If that happens, the insurance industry would revert to the hellscape it was for many families before Obamacare, when insurers routinely charged untenable rates to people with pre-existing conditions, or refused to cover them at all. Study after study shows higher mortality rates for people without health insurance. Whatever Hawley and his fellow plaintiffs tell the public and themselves about their motives for tearing down this law, they’re tearing down a protection that many of their constituents literally can’t live without.
As Missouri Senate Democrats aptly put it in a letter to Hawley Monday: “By being a party to this lawsuit, you are squarely on the side of removing protections for Americans — including 2.5 million Missourians — with pre-existing conditions.”
The irony of the suit is that many of its plaintiff-states, including Missouri, have above-average rates of adults with pre-existing conditions, according to a study by the Kaiser Family Foundation.
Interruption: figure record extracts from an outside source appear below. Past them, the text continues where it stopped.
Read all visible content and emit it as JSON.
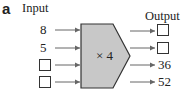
{
  "figure_label": "a",
  "headers": {
    "input": "Input",
    "output": "Output"
  },
  "machine": {
    "operation": "× 4",
    "fill": "#c8c8c8",
    "stroke": "#333333"
  },
  "rows": [
    {
      "input": "8",
      "output": ""
    },
    {
      "input": "5",
      "output": ""
    },
    {
      "input": "",
      "output": "36"
    },
    {
      "input": "",
      "output": "52"
    }
  ]
}
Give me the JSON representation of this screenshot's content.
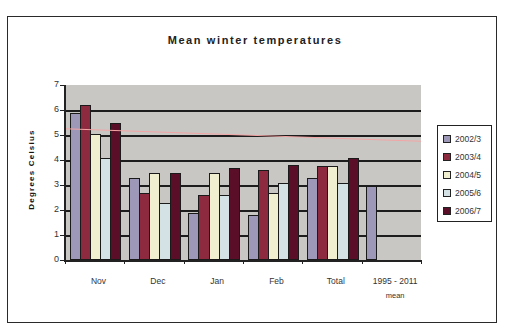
{
  "chart_data": {
    "type": "bar",
    "title": "Mean winter temperatures",
    "xlabel": "",
    "ylabel": "Degrees Celsius",
    "ylim": [
      0,
      7
    ],
    "yticks": [
      0,
      1,
      2,
      3,
      4,
      5,
      6,
      7
    ],
    "grid": true,
    "legend_position": "right",
    "categories": [
      "Nov",
      "Dec",
      "Jan",
      "Feb",
      "Total",
      "1995 - 2011 mean"
    ],
    "series": [
      {
        "name": "2002/3",
        "color": "#9d97b8",
        "values": [
          5.9,
          3.3,
          1.9,
          1.8,
          3.3,
          2.95
        ]
      },
      {
        "name": "2003/4",
        "color": "#8e2a40",
        "values": [
          6.2,
          2.7,
          2.6,
          3.6,
          3.75,
          null
        ]
      },
      {
        "name": "2004/5",
        "color": "#f0efcf",
        "values": [
          5.05,
          3.5,
          3.5,
          2.7,
          3.75,
          null
        ]
      },
      {
        "name": "2005/6",
        "color": "#d4e2e6",
        "values": [
          4.1,
          2.3,
          2.6,
          3.1,
          3.1,
          null
        ]
      },
      {
        "name": "2006/7",
        "color": "#5a0e28",
        "values": [
          5.5,
          3.5,
          3.7,
          3.8,
          4.1,
          null
        ]
      }
    ],
    "annotations": [
      {
        "type": "line",
        "color": "#f2a5a5",
        "from_value": 5.25,
        "to_value": 4.75,
        "description": "faint pink sloped reference line across plot"
      }
    ],
    "plot_background": "#c9c7c4"
  },
  "labels": {
    "title": "Mean winter temperatures",
    "ylabel": "Degrees Celsius",
    "categories": [
      "Nov",
      "Dec",
      "Jan",
      "Feb",
      "Total",
      "1995 - 2011"
    ],
    "last_category_line2": "mean",
    "yticks": [
      "0",
      "1",
      "2",
      "3",
      "4",
      "5",
      "6",
      "7"
    ],
    "legend": [
      "2002/3",
      "2003/4",
      "2004/5",
      "2005/6",
      "2006/7"
    ]
  }
}
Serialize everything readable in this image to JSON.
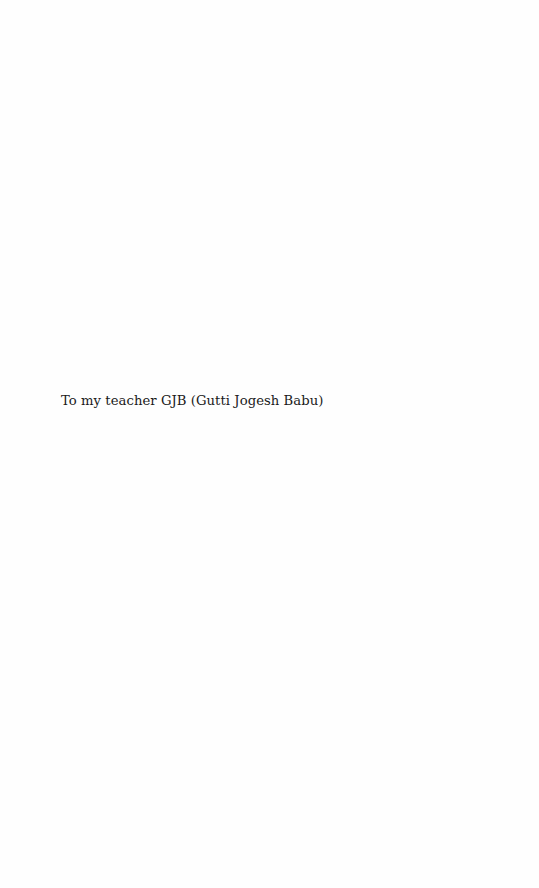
{
  "page": {
    "type": "dedication",
    "dedication_text": "To my teacher GJB (Gutti Jogesh Babu)"
  }
}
About 27 percent of adult Americans under 65 have health conditions “that would likely leave them uninsurable” without the ACA’s protections, the study found. In Missouri, that rate is 30 percent.
U.S. Sen. Claire McCaskill, D-Mo., whom Hawley will likely face in November in one of the most-watched Senate races in the country, has co-sponsored a resolution directing Senate lawyers to fight the lawsuit. It probably is doomed, but it’s an indication that McCaskill is willing to make an election issue out of the premise that sick people need access to health care coverage, too. Partisan dogma aside, is this really the fight Hawley wants to have?